Glad to meet you too Kristy.

The illustrations in the blog represent the successful influence of powerful corporate entities like the Gates Foundation to shape education policies that standardize, homogenize and corporatize public education.

You are aware there is a war on public education taking place right now?

Some of the leaders of this war are affiliated with the College Board, who participated in the writing of the NCCAS. The College Board has much to gain financially from national adoption of the CCSS and the NCCAS.

They are currently marketing curriculum and assessment content and ancillary materials in a collaborative venture with Pearson in tested subjects: http://www.huffingtonpost.com/alan-singer/pearson-education-profits_b_29... .

The CCSS is an effort to nationalize curriculum and assessment.
The NCCAS is an effort to nationalize fine arts curriculum and assessment. Would that be an accurate statement?

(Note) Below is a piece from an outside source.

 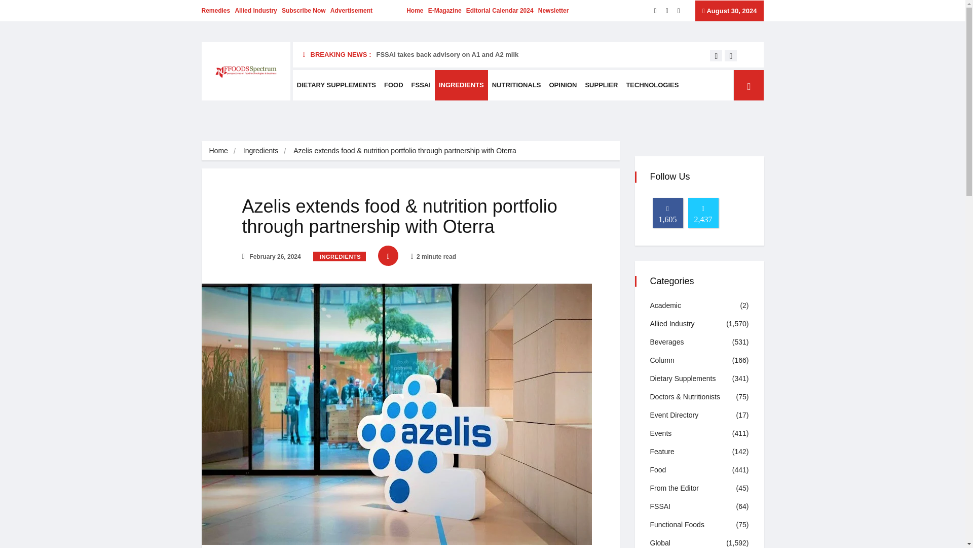 What do you see at coordinates (500, 11) in the screenshot?
I see `Editorial Calendar 2024` at bounding box center [500, 11].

Why are we prescribing content that needs to be mastered by every child in every grade level with NO deviation, throughout the country?

I have observed in my 30 plus years of teaching, that when static content is foisted upon children without their consent, for significant numbers of children, that content has no meaning, particularly if they have interests and passions in other areas.

So what Mr. Palmirini is telling us is that now that we have the NCCAS, administrators will have no problem identifying what the children should know.

How do the NCCAS take into account the vast diversity of intellectual and psycho-emotional conditions that exist within the minds of children who attend our Nation's schools.